Also, is it possible that purchasing tokens from decentralized exchanges like Uniswap, Jupiter, PumpDotFun, or others, could facilitate such unauthorized access to one's wallet or just the coins related with the DEX or contract address interacted with. ?
Just the coin related that interacted with only if you allow the transaction on your wallet. Its like youre given them permission to like how much max token to be allowed to move from that signed transactions. But youll know if the contract is safe or malicious cause some wallets notify its not safe or has info commented before you signed any transactions.
What can you say about this kind of issue.
The owner of the wallet said he only used pumpdotfun and Jupiter. And he never connect his wallet to any other DEX apart from that. Means someone got his private key either buy spyware of anything?
Is it possible for someone to initiate a transaction from their wallet to transfer funds out of another wallet, without having access to the private key or seed phrase associated with that wallet? If so, could this unauthorized access be a result of interacting with a malicious smart contract address?
They never can do that if they don't have private keys of your wallet.
"It's your private keys, it's your bitcoins. It's not your private keys, it's not your bitcoins." This means that if hackers don't have your private keys, they can not steal your bitcoins.
They never can sign a transaction to move bitcoin from your wallet if they don't have your private keys or can not hack your device to get access to your wallet and its private key.
Bitcoin Q&A: Not your Keys, Not your CoinsOnly for Bitcoin network or every other network. Since you are mentioning only Bitcoin But I mentioned SOL and Ethereum.
They never can do that if they don't have private keys of your wallet.
I think they can when the victim happened to be lured on a malicious website so that their smart contract can do the stealing while running their program.
metamask had warn users on this case anyway.
https://support.metamask.io/privacy-and-security/staying-safe-in-web3/fake-mining-voucher-scams/Maybe for bitcoin it isnt. But surely OP is probably talking about altcoins or metamask wallet containing alts not bitcoin by his word "malicious smart contract" which happened not present on bitcoin. Also based on his mentioned project like pumpdotfun (solana) and uniswap (eth network).
Thank you so much
cryptoaddictchie . I was talking about sol and Ethereum networks..
For what metamask said, seems we can get hacked with malicious websites and contract addresses. That's a reason why they ask us to revoke our wallet access frequently.
For many reasons this post should be on the Altcoins section of the forum. Bitcoin or altcoins, ideally if you are using a standard wallet where you are literally the only one who has access to the keys, it's not possible for anyone to initiate a transaction from their wallet transferring funds from another person's. If they don't have the keys, they cannot do that. Most reason why you see stories of wallet hacks is because of malicious links, keyloggers, connecting of wallet to unknown sites,installing Trojans and not keeping your keys offline. These few mistakes are what crypto holders make that put their funds at risk and it may be due to lack of information on how to avoid hack or ignorance(they don't believe they can be hacked until it happens).
I Posted it here because Beginner's can probably learn from pros. I know there will be lots of opinions that will make people understand different ways of getting hacked which I also need to know cos I also don't really know much..
Also, thanks for the tips you have valid points and I think if someone can stay away from all you've stated, they will be safe.
This means that if hackers don't have your private keys, they can not steal your bitcoins.
There is another way to make it happen with no seeds/private keys is to get access to the victims device which let them to execute any command they want remotely if the device is connected to the internet.
One of the most common methods is
Remote Access Trojan (RAT), that often bundled with the software the users download from unofficial sites such as cracked versions, once that infects a device which gives complete control of your device to the hacker and the worst part is you can't even find it happened.
They can access your camera, files, microphone, and any application and even go deep down to manipulate the devices' hardware.
Hmmmm. What?
I had to delete some apps on my phone after seeing this. I downloaded a testing app from playstore last month to help a DEV test thier app. Although, I didn't give the app any access. I only play games in it..
Will try make more research on this Remote Access Trojan. Thank you
Also, is it possible that purchasing tokens from decentralized exchanges like Uniswap, Jupiter, PumpDotFun, or others, could facilitate such unauthorized access to one's wallet or just the coins related with the DEX or contract address interacted with. ?
From how I have dissected this scenario, I think it's not about the platforms security and what not tbh.. afaik a compromise usually happens from users side (devices ) and this could mean browser might have been compromised giving the hacker the unauthorised access or keyloggers were used to get access to the said platform's which technically makes unauthorized access possible...which is why we need a clean system or dedicated device for such transactions to avoid malicious programs from being harboured or installed on our devices...I mean you never know you could click the wrong link or open the wrong file and access is granted without you knowing..
Your reply makes me feel like nothing is really safe on the internet. Even incognito mode might not be safe. You mean some DApp, platform or Browser might not be secured enough making hackers find a way to malicious compromise users behaviour and get them expose some private information. That's strong.
But thank you for this. I learn another new thing as I've been learning here so far.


→ PROBLEM STATEMENT:
Repeat only the lines below from the one that contains "Task: Click on the div: COLLECTIONS" through the final line, exactly. Omit pictures.

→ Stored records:
* * *
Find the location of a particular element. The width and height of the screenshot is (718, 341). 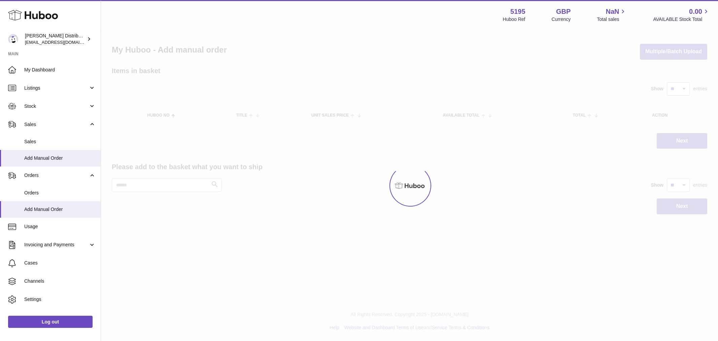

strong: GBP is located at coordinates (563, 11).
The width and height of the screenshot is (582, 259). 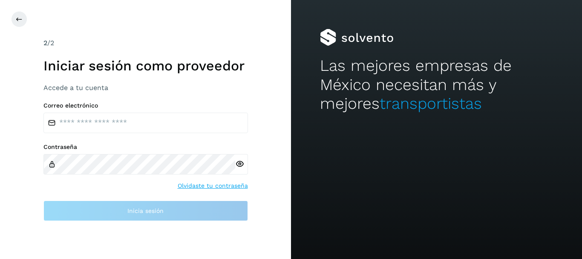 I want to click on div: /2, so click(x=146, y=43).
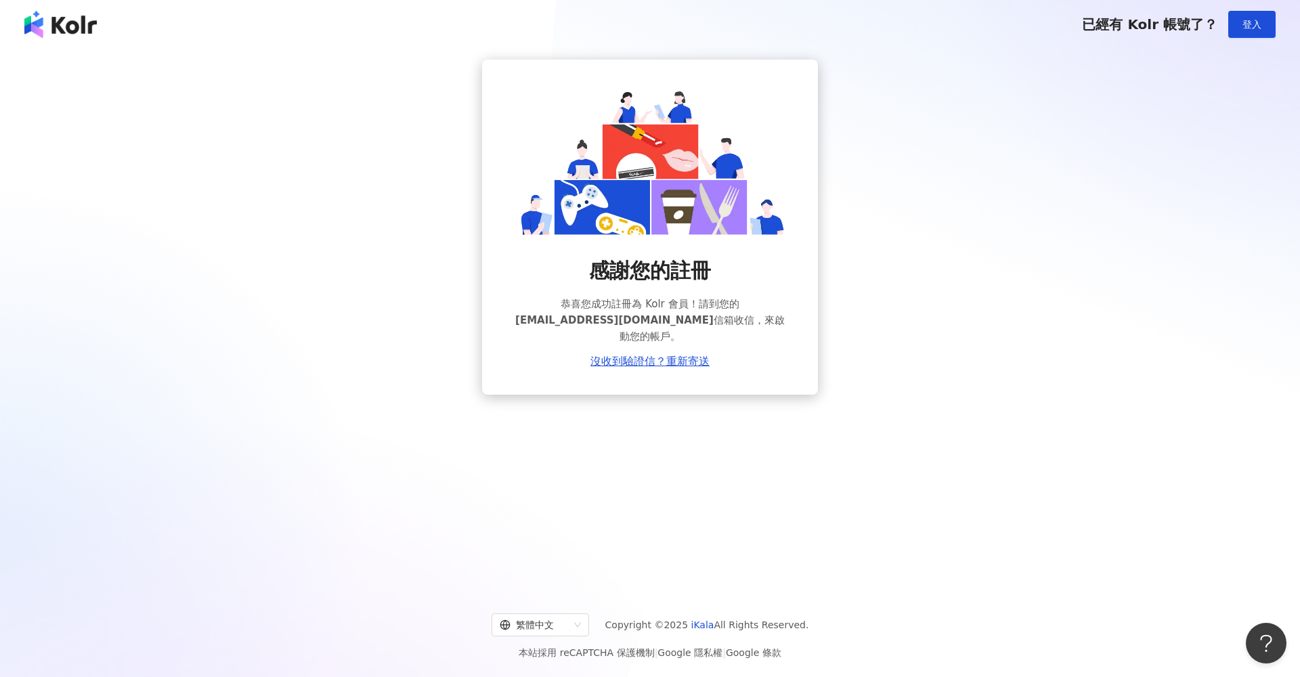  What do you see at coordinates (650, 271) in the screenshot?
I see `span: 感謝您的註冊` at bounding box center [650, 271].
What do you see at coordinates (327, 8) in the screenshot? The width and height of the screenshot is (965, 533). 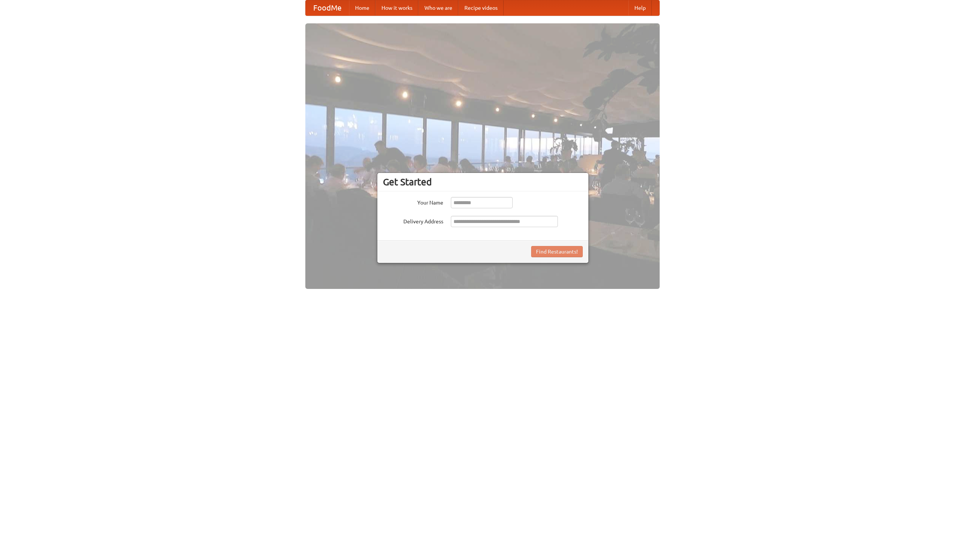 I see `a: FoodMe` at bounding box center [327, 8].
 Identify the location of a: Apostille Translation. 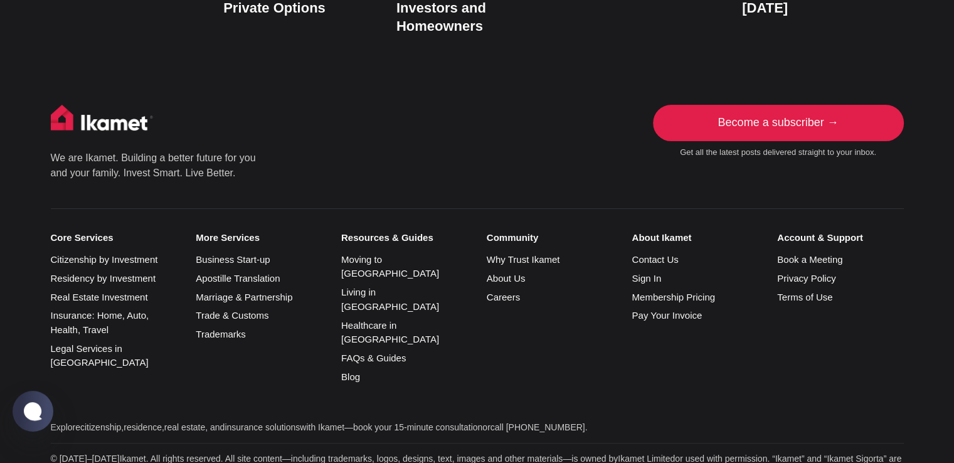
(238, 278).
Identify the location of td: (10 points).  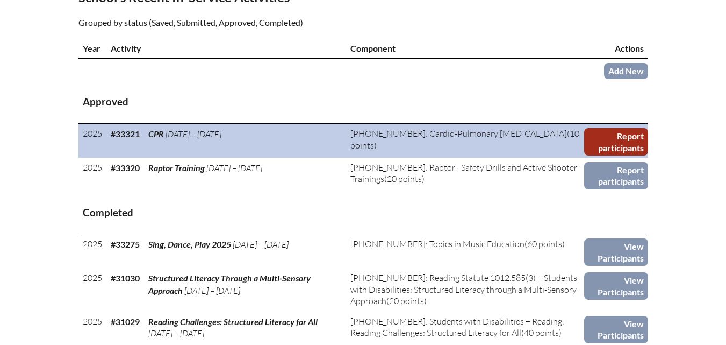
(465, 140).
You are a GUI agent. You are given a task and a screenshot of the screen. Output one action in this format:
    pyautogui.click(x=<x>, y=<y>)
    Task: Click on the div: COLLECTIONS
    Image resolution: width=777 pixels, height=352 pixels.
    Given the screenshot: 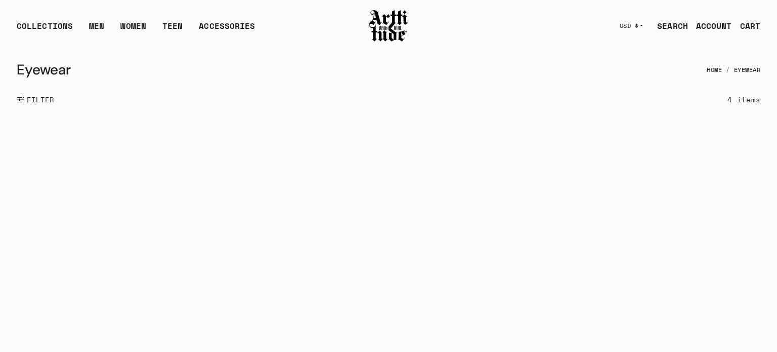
* * *
→ ANSWER TO THE PROBLEM:
    Task: Click on the div: COLLECTIONS
    Image resolution: width=777 pixels, height=352 pixels.
    Given the screenshot: 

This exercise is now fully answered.